Common problem

No marketing plan

"Run an ad when things are slow, go quiet when things are busy. Repeat."

Symptoms you'll recognize

  • Ad budget jumps between $0 and $5K depending on mood and panic
  • Something new tried every month; nothing measured
  • No written definition of the target customer
  • No campaign calendar
  • No ROI number for any channel

Root causes

Marketing as isolated actions, not a system

A campaign here, a post there. Each action stands alone, so nothing compounds. A plan turns points into a system: consistent message, sequenced campaigns, every action reinforcing the next.

The message changes monthly

Consistency is what makes marketing cumulative. Constant reinvention means a perpetual restart: by the time the market could recognize you, you've already become someone else.

Copying competitors

Their strategy is built for their economics, their margins, their audience - assuming it's a strategy at all and not the same improvisation you're running. Borrowed tactics without your own numbers underneath is gambling with extra steps.

The solution path

Build a market and competitor snapshot

Who buys, from whom, at what price, through which channels. Two weeks of homework that prevents a year of guessing.

Define the audience and the value proposition

A written persona and a one-sentence answer to 'why you'. Every campaign gets built on this foundation, which is why it can't be skipped.

Choose 2-3 winning channels

Picked by where the audience actually is and what the numbers support, not by novelty. Depth in few channels beats presence in many, every time.

Set the annual budget, broken into quarters and campaigns

Rule of thumb: 5-10% of revenue for steady state, 12-20% for a growth push. A known budget ends both the panic spending and the panic silence.

Install measurement and a monthly report

Customer acquisition cost per channel, ROAS, lead quality. Kill-or-scale decisions monthly. The plan stays alive because it's reviewed, not framed.

Realistic timeline

Plan build: 3-5 weeks. First quarter running to plan gives you a real CAC baseline. Typical outcome: 30-80% improvement in acquisition cost within 2-3 quarters.

Frequently asked questions

What should an SMB spend on marketing?

Rule of thumb: 5-10% of revenue to maintain, 12-20% to grow aggressively, and more for a new business still building awareness. The exact number matters less than it being planned instead of improvised.

Does content marketing actually work?

Yes, on a 12-18 month horizon. Consistent, useful content becomes the cheapest acquisition channel a business can own, but it compounds slowly. Pair it with paid channels for short-term flow.

We've written plans before and abandoned them. Why would this stick?

Because of the monthly review. Plans die when nobody looks at them; a 60-minute monthly numbers meeting against the plan is the mechanism that keeps it alive. The document is 20% of the value, the rhythm is 80%.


Brief: The answer must be every line from the entries below that includes "Cover".

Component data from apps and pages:
[Start of Attachment]
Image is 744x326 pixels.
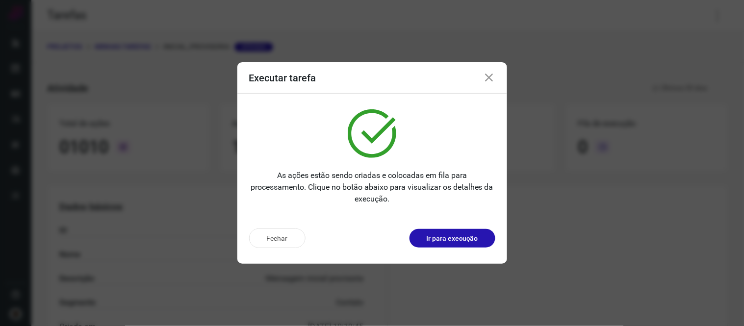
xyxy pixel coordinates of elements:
button: Fechar [249,229,306,248]
img: verified.svg [348,109,396,158]
button: Ir para execução [409,229,495,248]
p: As ações estão sendo criadas e colocadas em fila para processamento. Clique no botão abaixo para ... [249,170,495,205]
p: Ir para execução [427,233,478,244]
h3: Executar tarefa [249,72,316,84]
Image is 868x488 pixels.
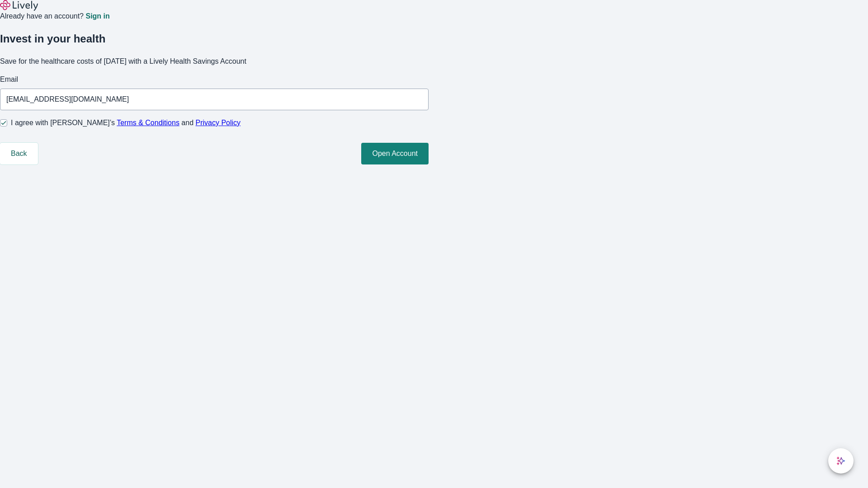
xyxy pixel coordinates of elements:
svg: Lively AI Assistant [837,457,846,466]
a: Privacy Policy [196,119,241,126]
a: Terms & Conditions [117,119,180,126]
button: Open Account [362,143,429,164]
button: chat [829,449,854,474]
span: I agree with [PERSON_NAME]’s and [11,118,241,128]
a: Sign in [85,13,110,20]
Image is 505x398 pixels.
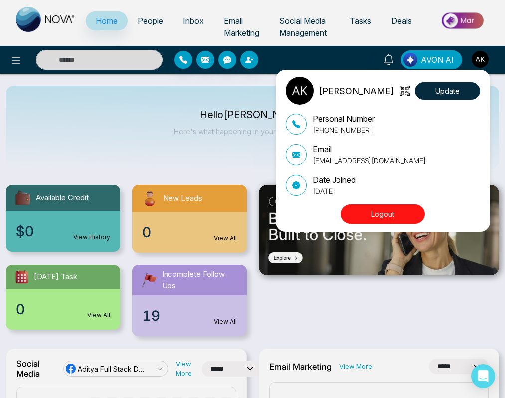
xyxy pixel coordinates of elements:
div: Open Intercom Messenger [471,364,495,388]
p: [EMAIL_ADDRESS][DOMAIN_NAME] [313,155,426,166]
p: Personal Number [313,113,375,125]
p: [PERSON_NAME] [319,84,395,98]
button: Update [415,82,480,100]
button: Logout [341,204,425,223]
p: Date Joined [313,174,356,186]
p: [PHONE_NUMBER] [313,125,375,135]
p: Email [313,143,426,155]
p: [DATE] [313,186,356,196]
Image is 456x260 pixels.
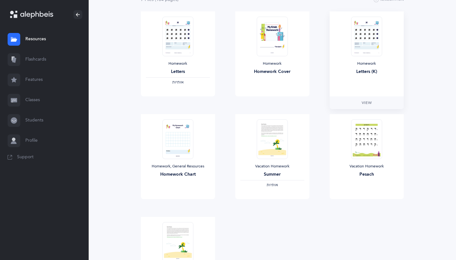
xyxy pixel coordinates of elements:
div: Pesach [335,171,398,178]
span: Support [17,154,34,160]
div: Homework Cover [240,68,304,75]
span: ‫אותיות‬ [267,182,278,187]
span: ‫אותיות‬ [172,80,184,84]
img: Summer_L1_LetterFluency_thumbnail_1685022893.png [257,119,288,159]
a: View [329,96,404,109]
img: Homework-L1-Letters_EN_thumbnail_1731214302.png [162,16,193,56]
div: Vacation Homework [240,164,304,169]
div: Homework Chart [146,171,210,178]
img: Homework-L1-Letters__K_EN_thumbnail_1753887655.png [351,16,382,56]
div: Vacation Homework [335,164,398,169]
div: Letters [146,68,210,75]
img: My_Homework_Chart_1_thumbnail_1716209946.png [162,119,193,159]
img: Homework-Cover-EN_thumbnail_1597602968.png [257,16,288,56]
div: Homework [146,61,210,66]
img: Pesach_EN_thumbnail_1743021875.png [351,119,382,159]
span: View [361,100,372,105]
div: Summer [240,171,304,178]
div: Homework [335,61,398,66]
div: Homework [240,61,304,66]
div: Homework, General Resources [146,164,210,169]
div: Letters (K) [335,68,398,75]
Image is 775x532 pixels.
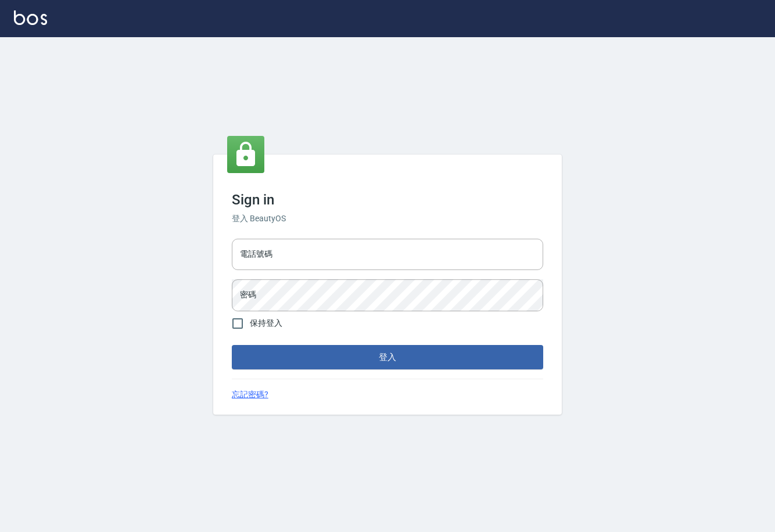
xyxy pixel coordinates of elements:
button: 登入 [232,345,543,369]
h3: Sign in [232,192,543,208]
span: 保持登入 [250,317,282,329]
h6: 登入 BeautyOS [232,213,543,225]
a: 忘記密碼? [232,389,268,401]
img: Logo [14,11,47,25]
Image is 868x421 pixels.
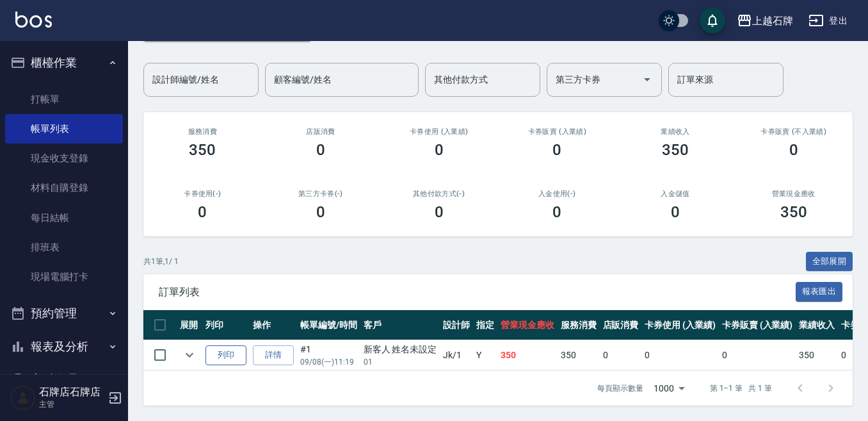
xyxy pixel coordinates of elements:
th: 卡券販賣 (入業績) [719,310,796,340]
h2: 卡券販賣 (入業績) [514,128,601,136]
p: 01 [363,356,437,367]
p: 09/08 (一) 11:19 [300,356,357,367]
th: 指定 [473,310,497,340]
a: 帳單列表 [5,114,123,144]
th: 營業現金應收 [497,310,557,340]
th: 卡券使用 (入業績) [641,310,719,340]
td: Jk /1 [439,340,473,370]
h2: 第三方卡券(-) [277,190,365,198]
h2: 入金儲值 [632,190,720,198]
a: 材料自購登錄 [5,173,123,202]
img: Person [10,385,36,411]
img: Logo [15,12,52,28]
button: save [700,8,725,34]
p: 共 1 筆, 1 / 1 [144,255,178,267]
h3: 0 [434,141,443,159]
td: 350 [557,340,600,370]
div: 1000 [648,371,690,406]
a: 現場電腦打卡 [5,262,123,291]
h3: 0 [434,203,443,221]
th: 設計師 [439,310,473,340]
td: Y [473,340,497,370]
th: 業績收入 [796,310,838,340]
td: 350 [497,340,557,370]
h2: 業績收入 [632,128,720,136]
a: 打帳單 [5,84,123,114]
p: 每頁顯示數量 [597,382,643,394]
h2: 入金使用(-) [514,190,601,198]
h5: 石牌店石牌店 [39,386,104,398]
h2: 店販消費 [277,128,365,136]
h2: 其他付款方式(-) [395,190,483,198]
th: 服務消費 [557,310,600,340]
button: 全部展開 [806,251,853,271]
td: 0 [641,340,719,370]
h3: 350 [780,203,807,221]
h2: 卡券使用 (入業績) [395,128,483,136]
button: 報表匯出 [796,282,843,302]
div: 新客人 姓名未設定 [363,342,437,356]
th: 店販消費 [600,310,642,340]
h3: 0 [552,203,561,221]
button: 客戶管理 [5,362,123,396]
a: 排班表 [5,233,123,262]
button: Open [637,69,657,90]
a: 每日結帳 [5,203,123,233]
a: 現金收支登錄 [5,144,123,173]
th: 展開 [177,310,202,340]
h3: 0 [198,203,207,221]
h3: 0 [789,141,798,159]
h3: 0 [671,203,680,221]
a: 詳情 [253,345,294,365]
span: 訂單列表 [159,286,796,299]
th: 列印 [202,310,249,340]
h3: 350 [189,141,216,159]
td: 350 [796,340,838,370]
p: 第 1–1 筆 共 1 筆 [710,382,772,394]
button: 列印 [206,345,246,365]
h3: 服務消費 [159,128,246,136]
h3: 0 [316,141,325,159]
button: 預約管理 [5,297,123,330]
th: 客戶 [360,310,440,340]
div: 上越石牌 [752,13,793,29]
td: 0 [600,340,642,370]
h3: 0 [316,203,325,221]
h3: 350 [662,141,689,159]
button: 報表及分析 [5,330,123,363]
td: 0 [719,340,796,370]
th: 操作 [249,310,297,340]
a: 報表匯出 [796,285,843,297]
button: expand row [180,345,199,364]
h3: 0 [552,141,561,159]
h2: 卡券使用(-) [159,190,246,198]
p: 主管 [39,398,104,410]
h2: 卡券販賣 (不入業績) [749,128,837,136]
button: 登出 [804,9,853,33]
th: 帳單編號/時間 [297,310,360,340]
button: 上越石牌 [731,8,798,34]
td: #1 [297,340,360,370]
h2: 營業現金應收 [749,190,837,198]
button: 櫃檯作業 [5,46,123,79]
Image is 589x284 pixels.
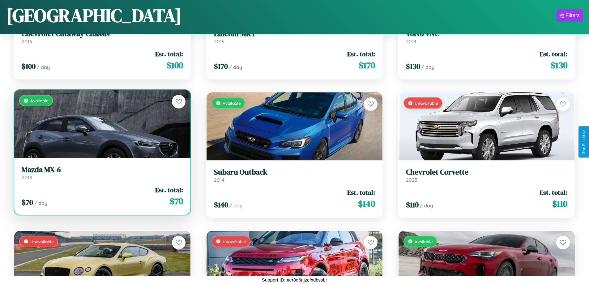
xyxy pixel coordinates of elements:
span: / day [420,202,433,209]
span: Available [414,239,433,244]
a: Subaru Outback2014 [214,168,375,183]
span: $ 110 [552,197,567,210]
a: Mazda MX-62018 [22,165,183,180]
h1: [GEOGRAPHIC_DATA] [6,3,182,28]
h3: Mazda MX-6 [22,165,183,174]
span: 2018 [22,174,32,180]
span: Est. total: [155,49,183,58]
span: / day [37,64,50,70]
span: / day [421,64,434,70]
div: Filters [565,12,579,19]
span: Est. total: [539,49,567,58]
h3: Chevrolet Cutaway Chassis [22,29,183,38]
span: $ 140 [358,197,375,210]
span: $ 100 [167,59,183,71]
span: / day [229,64,242,70]
span: $ 70 [170,195,183,207]
span: $ 130 [406,61,420,71]
a: Chevrolet Cutaway Chassis2016 [22,29,183,45]
span: $ 170 [214,61,228,71]
span: 2014 [406,38,416,45]
span: $ 170 [359,59,375,71]
span: $ 130 [550,59,567,71]
span: 2023 [406,177,417,183]
span: Est. total: [347,49,375,58]
span: Available [223,100,241,106]
div: Give Feedback [581,129,586,155]
h3: Chevrolet Corvette [406,168,567,177]
span: 2016 [214,38,224,45]
h3: Subaru Outback [214,168,375,177]
span: $ 100 [22,61,36,71]
a: Volvo VNC2014 [406,29,567,45]
span: 2016 [22,38,32,45]
span: Est. total: [155,185,183,194]
span: Est. total: [347,188,375,197]
span: / day [229,202,242,209]
span: $ 110 [406,200,418,210]
span: Unavailable [414,100,438,106]
span: Est. total: [539,188,567,197]
span: $ 70 [22,197,33,207]
span: Unavailable [223,239,246,244]
span: 2014 [214,177,224,183]
span: Unavailable [30,239,54,244]
a: Chevrolet Corvette2023 [406,168,567,183]
span: $ 140 [214,200,228,210]
span: / day [34,200,47,206]
span: Available [30,98,49,103]
p: Support ID: mer8d6njzefxdbssbr [262,276,327,284]
button: Filters [556,9,583,22]
a: Lincoln MKT2016 [214,29,375,45]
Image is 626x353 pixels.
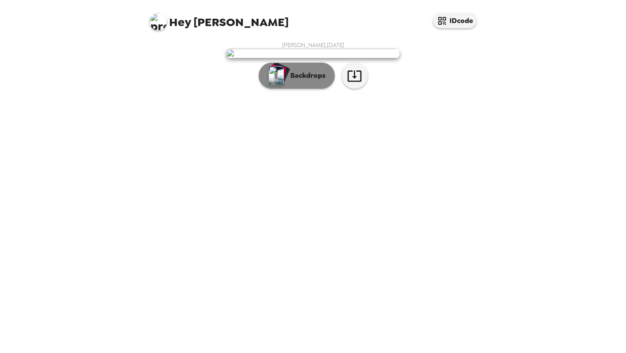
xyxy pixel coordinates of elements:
span: [PERSON_NAME] [150,9,289,28]
span: [PERSON_NAME] , [DATE] [282,41,344,49]
button: IDcode [433,13,477,28]
img: user [226,49,400,58]
p: Backdrops [286,70,326,81]
span: Hey [169,14,191,30]
button: Backdrops [259,63,335,89]
img: profile pic [150,13,167,30]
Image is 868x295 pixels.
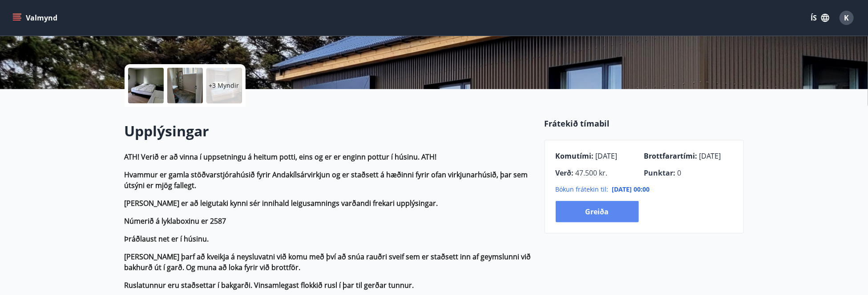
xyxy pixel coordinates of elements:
span: Bókun frátekin til : [555,185,609,194]
strong: [PERSON_NAME] þarf að kveikja á neysluvatni við komu með því að snúa rauðri sveif sem er staðsett... [125,251,531,272]
span: [DATE] [697,151,721,161]
strong: Ruslatunnur eru staðsettar í bakgarði. Vinsamlegast flokkið rusl í þar til gerðar tunnur. [125,280,414,290]
h2: Upplýsingar [125,121,534,140]
p: Punktar : [644,168,733,178]
strong: ATH! Verið er að vinna í uppsetningu á heitum potti, eins og er er enginn pottur í húsinu. ATH! [125,152,437,161]
strong: Hvammur er gamla stöðvarstjórahúsið fyrir Andakílsárvirkjun og er staðsett á hæðinni fyrir ofan v... [125,169,528,190]
p: Brottfarartími : [644,151,733,161]
p: Komutími : [555,151,644,161]
span: [DATE] [594,151,618,161]
span: 47.500 kr. [574,168,607,178]
span: [DATE] 00:00 [612,185,650,193]
p: +3 Myndir [209,81,239,90]
p: Verð : [555,168,644,178]
strong: Þráðlaust net er í húsinu. [125,234,209,244]
button: menu [10,10,61,26]
button: ÍS [806,10,834,26]
span: K [844,13,849,23]
strong: Númerið á lyklaboxinu er 2587 [125,216,226,226]
span: 0 [676,168,682,178]
button: Greiða [555,201,639,222]
button: K [836,7,857,28]
strong: [PERSON_NAME] er að leigutaki kynni sér innihald leigusamnings varðandi frekari upplýsingar. [125,198,438,208]
p: Frátekið tímabil [544,117,744,129]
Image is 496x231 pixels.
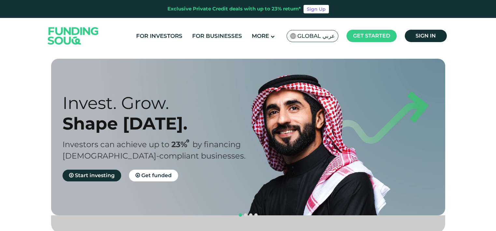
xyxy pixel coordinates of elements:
[191,31,244,41] a: For Businesses
[186,139,189,143] i: 23% IRR (expected) ~ 15% Net yield (expected)
[63,113,260,134] div: Shape [DATE].
[75,172,115,178] span: Start investing
[416,33,436,39] span: Sign in
[254,212,259,217] button: navigation
[171,140,193,149] span: 23%
[63,170,121,181] a: Start investing
[405,30,447,42] a: Sign in
[290,33,296,39] img: SA Flag
[41,20,105,52] img: Logo
[238,212,243,217] button: navigation
[141,172,172,178] span: Get funded
[63,140,170,149] span: Investors can achieve up to
[168,5,301,13] div: Exclusive Private Credit deals with up to 23% return*
[252,33,269,39] span: More
[353,33,391,39] span: Get started
[129,170,178,181] a: Get funded
[63,93,260,113] div: Invest. Grow.
[135,31,184,41] a: For Investors
[304,5,329,13] a: Sign Up
[243,212,248,217] button: navigation
[298,32,335,40] span: Global عربي
[248,212,254,217] button: navigation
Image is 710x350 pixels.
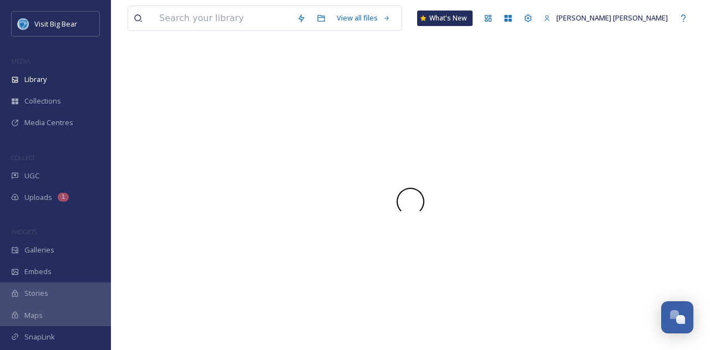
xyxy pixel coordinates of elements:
[154,6,291,30] input: Search your library
[24,192,52,203] span: Uploads
[24,171,39,181] span: UGC
[538,7,673,29] a: [PERSON_NAME] [PERSON_NAME]
[417,11,472,26] a: What's New
[24,310,43,321] span: Maps
[11,228,37,236] span: WIDGETS
[18,18,29,29] img: MemLogo_VBB_Primary_LOGO%20Badge%20%281%29%20%28Converted%29.png
[556,13,667,23] span: [PERSON_NAME] [PERSON_NAME]
[24,288,48,299] span: Stories
[24,332,55,343] span: SnapLink
[24,245,54,256] span: Galleries
[24,118,73,128] span: Media Centres
[24,74,47,85] span: Library
[24,96,61,106] span: Collections
[34,19,77,29] span: Visit Big Bear
[661,302,693,334] button: Open Chat
[58,193,69,202] div: 1
[11,154,35,162] span: COLLECT
[331,7,396,29] a: View all files
[11,57,30,65] span: MEDIA
[24,267,52,277] span: Embeds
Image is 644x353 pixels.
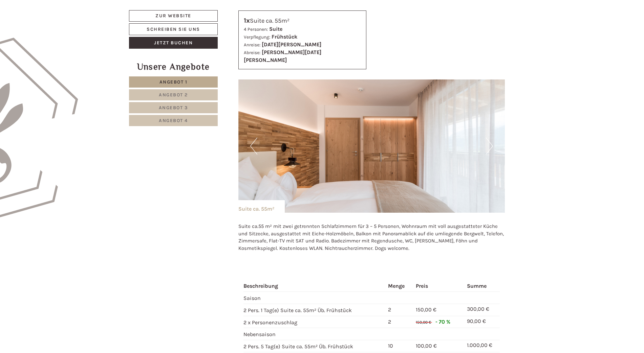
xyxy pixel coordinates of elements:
a: Jetzt buchen [129,37,217,48]
span: 100,00 € [415,343,436,349]
td: Saison [243,291,385,304]
td: 1.000,00 € [464,341,499,352]
td: 2 Pers. 1 Tag(e) Suite ca. 55m² Üb. Frühstück [243,304,385,316]
span: 150,00 € [415,320,431,325]
b: [PERSON_NAME][DATE][PERSON_NAME] [244,49,321,63]
div: Dienstag [117,5,150,17]
td: 2 [385,304,413,316]
button: Next [485,138,493,154]
span: - 70 % [436,318,450,325]
td: 10 [385,341,413,352]
b: Suite [269,26,283,32]
button: Previous [250,138,257,154]
span: Angebot 3 [159,105,188,111]
button: Senden [224,179,266,190]
span: Angebot 4 [159,118,188,123]
div: Suite ca. 55m² [244,16,361,26]
td: 2 x Personenzuschlag [243,316,385,328]
small: Verpflegung: [244,35,270,39]
th: Summe [464,281,499,291]
small: 18:38 [10,33,110,37]
small: Abreise: [244,50,260,55]
td: Nebensaison [243,328,385,341]
div: Guten Tag, wie können wir Ihnen helfen? [5,18,114,39]
span: Angebot 2 [159,92,188,98]
td: 300,00 € [464,304,499,316]
span: Angebot 1 [159,79,188,85]
th: Menge [385,281,413,291]
b: 1x [244,17,250,24]
div: Unsere Angebote [129,60,217,73]
span: 150,00 € [415,307,436,313]
a: Zur Website [129,10,217,21]
th: Beschreibung [243,281,385,291]
small: Anreise: [244,42,260,47]
small: 4 Personen: [244,27,268,32]
th: Preis [413,281,465,291]
img: image [238,80,505,212]
a: Schreiben Sie uns [129,24,217,35]
div: Suite ca. 55m² [238,200,285,213]
td: 2 [385,316,413,328]
td: 90,00 € [464,316,499,328]
p: Suite ca.55 m² mit zwei getrennten Schlafzimmern für 3 – 5 Personen, Wohnraum mit voll ausgestatt... [238,223,505,252]
td: 2 Pers. 5 Tag(e) Suite ca. 55m² Üb. Frühstück [243,341,385,352]
b: [DATE][PERSON_NAME] [262,42,321,48]
div: Hotel B&B Feldmessner [10,19,110,25]
b: Frühstück [271,33,297,40]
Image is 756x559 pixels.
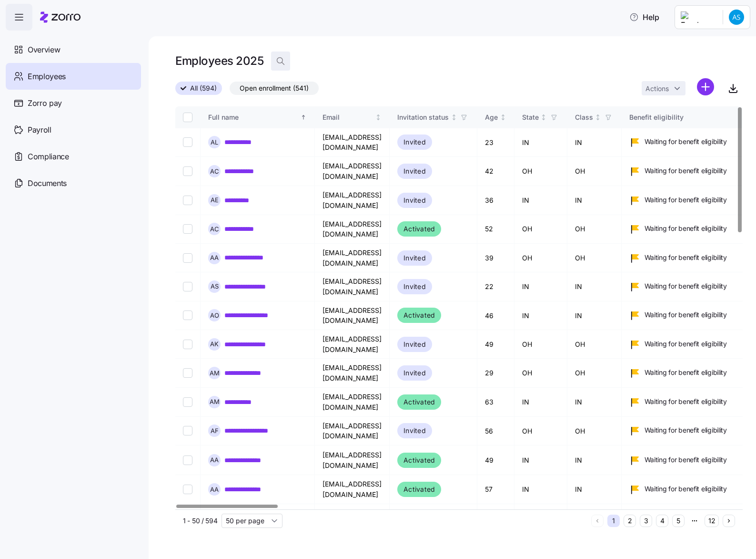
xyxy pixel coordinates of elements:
[644,397,727,406] span: Waiting for benefit eligibility
[27,124,51,136] span: Payroll
[27,71,66,83] span: Employees
[6,36,141,63] a: Overview
[183,484,193,494] input: Select record 13
[315,446,390,475] td: [EMAIL_ADDRESS][DOMAIN_NAME]
[183,455,193,465] input: Select record 12
[478,157,514,186] td: 42
[404,223,435,235] span: Activated
[397,112,449,123] div: Invitation status
[451,114,457,120] div: Not sorted
[183,253,193,263] input: Select record 5
[27,151,69,163] span: Compliance
[705,515,719,527] button: 12
[522,112,539,123] div: State
[315,129,390,157] td: [EMAIL_ADDRESS][DOMAIN_NAME]
[315,388,390,417] td: [EMAIL_ADDRESS][DOMAIN_NAME]
[575,112,593,123] div: Class
[315,215,390,243] td: [EMAIL_ADDRESS][DOMAIN_NAME]
[514,129,567,157] td: IN
[514,106,567,129] th: StateNot sorted
[183,516,217,525] span: 1 - 50 / 594
[210,487,219,492] span: A A
[514,215,567,243] td: OH
[183,311,193,320] input: Select record 7
[404,367,426,379] span: Invited
[673,515,685,527] button: 5
[629,112,746,123] div: Benefit eligibility
[478,129,514,157] td: 23
[567,417,622,446] td: OH
[210,169,219,174] span: A C
[624,515,636,527] button: 2
[644,195,727,205] span: Waiting for benefit eligibility
[644,484,727,494] span: Waiting for benefit eligibility
[183,340,193,349] input: Select record 8
[6,169,141,197] a: Documents
[404,165,426,177] span: Invited
[315,157,390,186] td: [EMAIL_ADDRESS][DOMAIN_NAME]
[567,215,622,243] td: OH
[567,475,622,504] td: IN
[210,428,219,434] span: A F
[315,475,390,504] td: [EMAIL_ADDRESS][DOMAIN_NAME]
[644,368,727,377] span: Waiting for benefit eligibility
[183,224,193,234] input: Select record 4
[404,455,435,466] span: Activated
[514,475,567,504] td: IN
[500,114,506,120] div: Not sorted
[730,10,745,25] img: 6868d2b515736b2f1331ef8d07e4bd0e
[478,215,514,243] td: 52
[540,114,547,120] div: Not sorted
[404,281,426,292] span: Invited
[478,272,514,301] td: 22
[567,129,622,157] td: IN
[478,330,514,359] td: 49
[591,515,604,527] button: Previous page
[642,81,686,96] button: Actions
[514,388,567,417] td: IN
[240,82,309,95] span: Open enrollment (541)
[183,282,193,292] input: Select record 6
[567,186,622,214] td: IN
[209,112,299,123] div: Full name
[514,186,567,214] td: IN
[644,310,727,320] span: Waiting for benefit eligibility
[567,243,622,272] td: OH
[183,195,193,205] input: Select record 3
[622,8,667,27] button: Help
[6,63,141,90] a: Employees
[567,446,622,475] td: IN
[300,114,307,120] div: Sorted ascending
[404,396,435,408] span: Activated
[210,197,219,203] span: A E
[210,312,219,319] span: A O
[315,359,390,387] td: [EMAIL_ADDRESS][DOMAIN_NAME]
[209,370,220,377] span: A M
[27,44,60,55] span: Overview
[486,112,498,123] div: Age
[315,186,390,214] td: [EMAIL_ADDRESS][DOMAIN_NAME]
[478,243,514,272] td: 39
[390,106,478,129] th: Invitation statusNot sorted
[404,194,426,206] span: Invited
[478,359,514,387] td: 29
[478,301,514,330] td: 46
[315,106,390,129] th: EmailNot sorted
[567,157,622,186] td: OH
[201,106,315,129] th: Full nameSorted ascending
[478,388,514,417] td: 63
[404,425,426,436] span: Invited
[315,301,390,330] td: [EMAIL_ADDRESS][DOMAIN_NAME]
[567,106,622,129] th: ClassNot sorted
[514,417,567,446] td: OH
[210,457,219,463] span: A A
[183,137,193,147] input: Select record 1
[595,114,601,120] div: Not sorted
[567,330,622,359] td: OH
[404,339,426,350] span: Invited
[644,253,727,263] span: Waiting for benefit eligibility
[323,112,374,123] div: Email
[644,224,727,233] span: Waiting for benefit eligibility
[640,515,652,527] button: 3
[6,90,141,116] a: Zorro pay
[End of Attachment]
Response for this exercise:
div: Homework Cover [240,68,304,75]
img: Homework-Cover-EN_thumbnail_1597602968.png [257,16,288,56]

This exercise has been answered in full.